Aboriginal inspiration fuels tales
Reconciliation is one of the most pressing issues facing Canadians. But what does reconciliation really mean — is it simply another word for “assimilation?”
These and other questions are the inspiration behind šxw?am̓ət (home), a new production that features an indigenous and nonindigenous cast in stories inspired by the idea of reconciliation.
(In “šxw?am̓ət,” š is pronounced like English “sh”. xw sounds like the “wh” in “which.” Stress is on the first syllable, like in the name “Amit”. ?am̓ sounds like the first syllable in the word “omelette”. ət sounds like the second syllable of the word “comet”.)
“It’s three threads woven together,” said David Diamond, of Vancouver’s Theatre for Living, who is directing the project with Journeys Around the Circle Society’s Renae Morriseau.
One of those threads involves a white family that adopts an indigenous son, and the repercussions of keeping the secret of his origins from him.
In another thread, a father’s history as a residential school survivor affects the relationship between he and his daughter, an activist in the fight against Kinder Morgan who is also learning the culture of her estranged mother.
The third thread weaves in a young woman born in Canada and of Filipino descent and an indigenous man with a history of cyclical foster care as a youth—both struggling to find their place of belonging. The stories and structure grew out of a workshop with 22 participants, including the production’s seven cast members. Originally, over 130 people applied to be part of the project; 40 were asked back for interviews.
“We were looking for people who were engaged in and struggling with the issue of reconciliation,” said Diamond.
“And we left that very open-ended, for them to define.”
One of Diamond’s questions to prospective participants was: “Is the invitation to reconciliation an invitation to assimilate more deeply?”
The cast includes Asivak Koostachin (Inuk/Cree), Madeline Terbasket (Okanagan, HoCak and Anishnabe), Mutya Macatumpag, Nayden Palosaari (Cree), Rev. Margaret Roberts, Sam Bob (Snaw-Naw-As/Coast Salish) and Tom Scholte. Three are members of Canadian Actors Equity.
“They’re not hired because they’re Equity members or because they’re professional actors,”
Diamond said. “They were hired for the same reason as the rest of the cast — they have deep engagement in their own in the issues, and they rose to the occasion.”
Diamond’s company, Theatre for Living (formerly Headlines Theatre), specializes in work that engages the community.
To this end, šxw?am̓ət (home) “asks lots of questions and offers no answers,” he said.
“It says we have these real issues, and we don’t know what to do. What do we do?” Each performance begins with a straight read-through by the cast. Then the audience is invited to take the places of the characters while the actors stay in character. Together, they “work toward honourable reconciliation,” Diamond said.
“We get to turn the theatre into a very creative laboratory, and seek transformation.”
The director believes all theatre is political. But the intention isn’t to move reconciliation from a political to a theatrical context.
“Theatre is good at some things and not others,” he said.
“Structural change is absolutely necessary if reconciliation is going to be real and honourable. But there are historical precedents all over the planet of change occurring, and then manifesting into the same oppressive structure one was trying to fight against. I think that’s because we don’t realize our patterns of behaviour create those systems. And theatre is really good at looking at human behaviour.”
What šxw?am̓ət (home) can do, he says, is make reconciliation “something that happens on the ground, between human beings who look each other in the eye and have to question their profound, fundamental relationships to each other. Because you can’t legislate respect.”
Note: šxw?am̓ət (home) will culminate in a live, interactive, global webcast on March 11 at 7:30 p.m.
We were looking for people who were engaged in and struggling with the issue of reconciliation.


**Task directions:**
Your task is to print every entry below exactly as given.

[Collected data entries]
#####

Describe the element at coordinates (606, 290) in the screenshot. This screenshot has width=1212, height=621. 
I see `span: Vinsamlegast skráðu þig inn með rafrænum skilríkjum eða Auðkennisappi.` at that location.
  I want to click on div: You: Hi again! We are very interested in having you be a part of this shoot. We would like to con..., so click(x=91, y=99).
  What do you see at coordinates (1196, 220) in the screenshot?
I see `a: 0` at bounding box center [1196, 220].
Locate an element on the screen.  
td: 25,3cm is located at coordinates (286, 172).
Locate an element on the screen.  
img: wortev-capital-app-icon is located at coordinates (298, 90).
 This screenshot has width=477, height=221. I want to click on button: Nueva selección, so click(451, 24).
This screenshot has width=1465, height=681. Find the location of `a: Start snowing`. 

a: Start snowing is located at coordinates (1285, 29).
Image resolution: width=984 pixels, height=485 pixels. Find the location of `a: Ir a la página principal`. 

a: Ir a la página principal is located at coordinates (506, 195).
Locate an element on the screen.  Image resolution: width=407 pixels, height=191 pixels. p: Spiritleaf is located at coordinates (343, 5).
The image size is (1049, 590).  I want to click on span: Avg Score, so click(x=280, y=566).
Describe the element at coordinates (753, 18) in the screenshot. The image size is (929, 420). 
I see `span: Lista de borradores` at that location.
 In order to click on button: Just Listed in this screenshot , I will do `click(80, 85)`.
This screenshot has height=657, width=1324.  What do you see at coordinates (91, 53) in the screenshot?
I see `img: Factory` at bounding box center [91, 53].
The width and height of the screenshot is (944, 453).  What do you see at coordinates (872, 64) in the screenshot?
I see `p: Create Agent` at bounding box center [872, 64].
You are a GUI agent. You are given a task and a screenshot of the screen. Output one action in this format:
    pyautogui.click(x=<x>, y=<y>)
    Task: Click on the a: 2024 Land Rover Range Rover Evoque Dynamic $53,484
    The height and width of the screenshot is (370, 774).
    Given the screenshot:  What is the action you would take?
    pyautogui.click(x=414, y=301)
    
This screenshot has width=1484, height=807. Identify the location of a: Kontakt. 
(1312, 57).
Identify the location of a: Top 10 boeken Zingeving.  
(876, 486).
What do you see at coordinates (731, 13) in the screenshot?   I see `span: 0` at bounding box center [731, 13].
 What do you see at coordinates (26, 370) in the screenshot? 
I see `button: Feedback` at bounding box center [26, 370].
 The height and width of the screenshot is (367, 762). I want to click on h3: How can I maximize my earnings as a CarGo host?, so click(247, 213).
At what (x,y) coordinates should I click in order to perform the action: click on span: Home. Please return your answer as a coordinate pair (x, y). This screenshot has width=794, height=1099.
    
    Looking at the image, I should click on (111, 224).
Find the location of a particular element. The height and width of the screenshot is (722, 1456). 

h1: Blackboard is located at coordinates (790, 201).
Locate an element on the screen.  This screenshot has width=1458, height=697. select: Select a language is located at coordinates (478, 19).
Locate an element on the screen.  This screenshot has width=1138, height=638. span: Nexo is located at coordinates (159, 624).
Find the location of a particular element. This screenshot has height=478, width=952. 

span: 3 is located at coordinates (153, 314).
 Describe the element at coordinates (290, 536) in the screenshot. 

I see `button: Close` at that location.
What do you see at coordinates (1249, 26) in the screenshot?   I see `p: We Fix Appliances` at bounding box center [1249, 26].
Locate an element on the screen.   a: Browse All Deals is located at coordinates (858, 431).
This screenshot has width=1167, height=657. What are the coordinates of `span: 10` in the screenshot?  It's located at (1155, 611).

#####

**Exercise answer:**
Describe the element at coordinates (606, 290) in the screenshot. This screenshot has width=1212, height=621. 
I see `span: Vinsamlegast skráðu þig inn með rafrænum skilríkjum eða Auðkennisappi.` at that location.
  I want to click on div: You: Hi again! We are very interested in having you be a part of this shoot. We would like to con..., so click(x=91, y=99).
  What do you see at coordinates (1196, 220) in the screenshot?
I see `a: 0` at bounding box center [1196, 220].
Locate an element on the screen.  
td: 25,3cm is located at coordinates (286, 172).
Locate an element on the screen.  
img: wortev-capital-app-icon is located at coordinates (298, 90).
 This screenshot has width=477, height=221. I want to click on button: Nueva selección, so click(451, 24).
This screenshot has width=1465, height=681. Find the location of `a: Start snowing`. 

a: Start snowing is located at coordinates (1285, 29).
Image resolution: width=984 pixels, height=485 pixels. Find the location of `a: Ir a la página principal`. 

a: Ir a la página principal is located at coordinates (506, 195).
Locate an element on the screen.  Image resolution: width=407 pixels, height=191 pixels. p: Spiritleaf is located at coordinates (343, 5).
The image size is (1049, 590).  I want to click on span: Avg Score, so click(x=280, y=566).
Describe the element at coordinates (753, 18) in the screenshot. The image size is (929, 420). 
I see `span: Lista de borradores` at that location.
 In order to click on button: Just Listed in this screenshot , I will do `click(80, 85)`.
This screenshot has height=657, width=1324.  What do you see at coordinates (91, 53) in the screenshot?
I see `img: Factory` at bounding box center [91, 53].
The width and height of the screenshot is (944, 453).  What do you see at coordinates (872, 64) in the screenshot?
I see `p: Create Agent` at bounding box center [872, 64].
You are a GUI agent. You are given a task and a screenshot of the screen. Output one action in this format:
    pyautogui.click(x=<x>, y=<y>)
    Task: Click on the a: 2024 Land Rover Range Rover Evoque Dynamic $53,484
    The height and width of the screenshot is (370, 774).
    Given the screenshot:  What is the action you would take?
    pyautogui.click(x=414, y=301)
    
This screenshot has width=1484, height=807. Identify the location of a: Kontakt. 
(1312, 57).
Identify the location of a: Top 10 boeken Zingeving.  
(876, 486).
What do you see at coordinates (731, 13) in the screenshot?   I see `span: 0` at bounding box center [731, 13].
 What do you see at coordinates (26, 370) in the screenshot? 
I see `button: Feedback` at bounding box center [26, 370].
 The height and width of the screenshot is (367, 762). I want to click on h3: How can I maximize my earnings as a CarGo host?, so click(247, 213).
At what (x,y) coordinates should I click in order to perform the action: click on span: Home. Please return your answer as a coordinate pair (x, y). This screenshot has width=794, height=1099.
    
    Looking at the image, I should click on (111, 224).
Find the location of a particular element. The height and width of the screenshot is (722, 1456). 

h1: Blackboard is located at coordinates (790, 201).
Locate an element on the screen.  This screenshot has width=1458, height=697. select: Select a language is located at coordinates (478, 19).
Locate an element on the screen.  This screenshot has width=1138, height=638. span: Nexo is located at coordinates (159, 624).
Find the location of a particular element. This screenshot has height=478, width=952. 

span: 3 is located at coordinates (153, 314).
 Describe the element at coordinates (290, 536) in the screenshot. 

I see `button: Close` at that location.
What do you see at coordinates (1249, 26) in the screenshot?   I see `p: We Fix Appliances` at bounding box center [1249, 26].
Locate an element on the screen.   a: Browse All Deals is located at coordinates (858, 431).
This screenshot has width=1167, height=657. What are the coordinates of `span: 10` in the screenshot?  It's located at (1155, 611).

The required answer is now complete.